Each year at this time, we pose a question to the commanders of navies worldwide. In light of international security developments in 2014, we wondered what change in their state’s security situation they see most impacting naval operations and force-posture requirements. We also asked them to weigh in on the role of naval partnerships. A shared sentiment among commanders from Benin to Brazil is that demands on navies will only increase in the coming years and that managing the complex maritime-security environment requires pooling of resources and capabilities. As the commander of the Colombian Navy succinctly noted, “Today, no one navy can singlehandedly respond efficiently to the diversity of threats and challenges of the maritime domain.” And of course it wouldn’t be the March issue of Proceedings without Eric Wertheim’s masterful annual offering, “World Navies in Review,” a detailed, country-by-country, region-by-region rundown of global naval developments. As always, a highly informative piece from the editor of The Naval Institute Guide to Combat Fleets of the World.

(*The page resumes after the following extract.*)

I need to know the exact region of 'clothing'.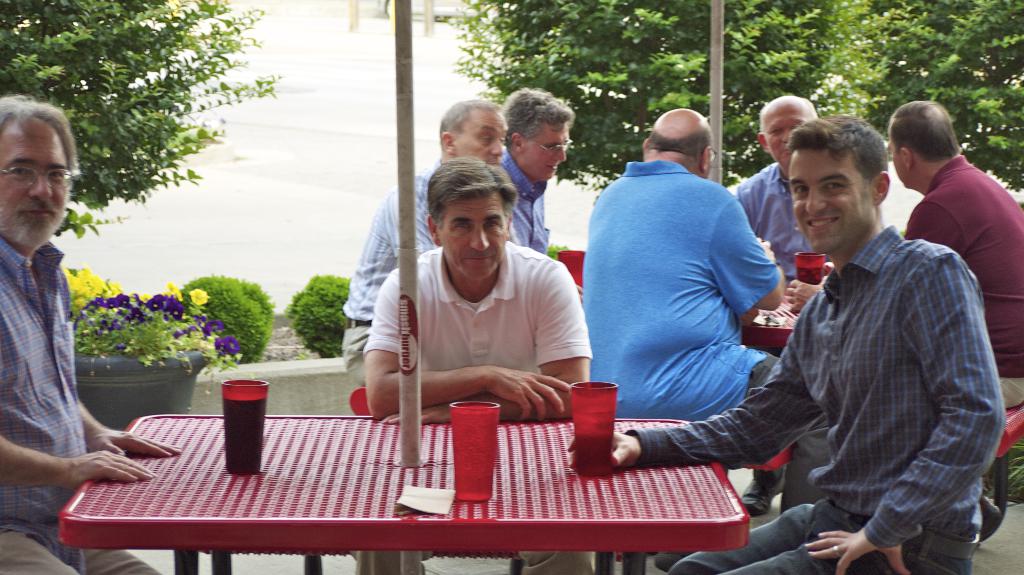
Region: 737/163/819/289.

Does the U.S. Navy have a public awareness problem? Do the American people truly appreciate what their Fleet does for them every day? While the newest commercials targeting potential recruits are a great improvement over previous offerings, the service still has difficulty reaching the general population, for which it is often “out of sight, out of mind.” In this issue, the Naval Institute Press’ director of professional publishing, retired Navy Lieutenant Commander Thomas J. Cutler, sounds an alarm that the Navy has a crisis on its hands, and the time has come to do something about it. He maintains that the American public needs to be taught about naval strategy so that those taxpayers will buy into the fact that the nation needs its Navy, and it is worth the money we pay for it. He even proposes having the Chief of Naval Operations appear on late-night television and enlisting the help of celebrities to spread the good word. A sound naval strategy, he writes, “empowers the nation to achieve its policy goals without having to resort to conflict at sea or on land through power projection.”
But no matter how sound the strategy, it will be toothless without the proper forces to execute it. Retired Navy Captain Robert C. Rubel offers his assessment of what Navy leaders must do to preserve the service’s longtime trademark forward presence as the number of ships in the Fleet continues to dwindle. In the process, he warns against trying “to reconcile difficult dilemmas via creative semantics” and believes that “some straight talk on forward presence” is needed lest planners “fool themselves into thinking particular force levels can do things they really cannot.”
It is our great pleasure to announce the Naval Institute’s 2014 Authors of the Year for Proceedings, Naval History, and the Naval Institute Press. Proceedings has selected Captain Arthur H. Barber III, U.S. Navy (Retired), as its Author of the Year for his articles “Rethinking the Future Fleet” (May) and “We Must Own Access” (December). Captain Barber has a long and distinguished Navy career, first on active duty as a surface warfare officer and subsequently as a Senior Executive Service civilian. He was most recently the Navy’s chief capability analyst as the Deputy Director of the Chief of Naval Operations’ Assessment Division.
Charles E. Brodine Jr. has been chosen as Naval History’s Author of the Year for his article “War Visits the Chesapeake” (October), which brought the War of 1812 in the Chesapeake Bay theater to life. The Naval Institute Press has named Captain Bernard Cole, U.S. Navy (Retired), as its Author of the Year for his collection of work, The Great Wall at Sea: China’s Navy Enters the Twenty-First Century (First and Second Editions, 2001 and 2010, respectively) and Asian Maritime Strategies: Navigating Troubled Waters (2013). The Great Wall at Sea was selected for the CNO’s Navy Reading Program. Captain Cole teaches at the National War College in Washington, D.C. Bravo Zulu to all our winners!